Kafeero, Paul Job (1970–2007) (Prince Paul Job Kafeero, Paulo Kafeero, the Golden Boy of Africa), the most celebrated composer and singer in the Ugandan tradition of Kadongo Kamu. At the time of his death, he was planning to celebrate 20 years of an illustrious music career. His catalogue consists of 83 songs on 21 albums. It was his 1994 hit Walumbe Zaaya, a fifteen-minute lament on death in which no word is repeated, which sent him into the Ugandan musical stratosphere. That song earned him the enduring nickname the Golden Boy of Africa from the 1994 Cairo music festival attended by thousands of African contestants, where he won a gold medal from the Institute d'Etudes Theatreales. In 2003, his hit song Dipo Naziggala, which pokes fun at the drinking habits of Ugandans, won a Pearl of Africa Music Award (PAM) for best Kadongo Kamu single. In both 2003 and 2004, he won the PAM award for best Kadongo Kamu artist/group).

Kafeero was born 12 July 1970 to Vicencio Nanganga and Phiromera Nannozi of Kirembe, Nkokonjeru in Buikwe District. This region is also known as Kyaggwe County. His mother died in 1990, just as Kafeero was beginning to achieve fame. His father died in 2011.

In 1977, Kafeero began school at Nkokonjeru Demonstration Primary School, and went on to Ngogwe Baskerville secondary school, walking the four kilometres there each day. In the same year he began school, his father left the family. Because of his mother's opposition to his interest in music, he went to stay in the nearby village of Masaba with his older sister Grace and her husband. Grace's husband intermittently paid his school fees after his father's abandonment. With no secure source of school fees, Kafeero did not finish secondary school. He earned money by making bricks, cultivating beans, selling used clothes, and tailoring. Kafeero's father gave no further support and had no contact with his son until he became famous.

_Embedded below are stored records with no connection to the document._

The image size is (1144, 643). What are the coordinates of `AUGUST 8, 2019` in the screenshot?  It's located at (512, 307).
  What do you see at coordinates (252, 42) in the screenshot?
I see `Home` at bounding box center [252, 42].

As a child in the village, Kafeero was interested in music. He joined the primary school choir, but was dismissed by the choir director for being too quiet. When Kafeero learned of a neighbour in Masaba who owned a guitar, he became a regular visitor and learned to play. His mother was virulently opposed to his passion for Kadongo Kamu, afraid he would waste his life in useless pursuit. He would gather the stems and fibres from banana plants to create stringed instruments, which his mother would destroy. He eventually pooled resources with his sister's son to buy a four-stringed guitar from the neighbour who taught him to play. He would interrupt his work in bean gardens to listen to Radio Uganda's Kadongo Kamu show, featuring the stars Dan Mugula, Fred Ssebatta, Christopher Ssebaduka, Fred Masagazi, and Matia Luyima, most of whom eventually came to work with or for Kafeero.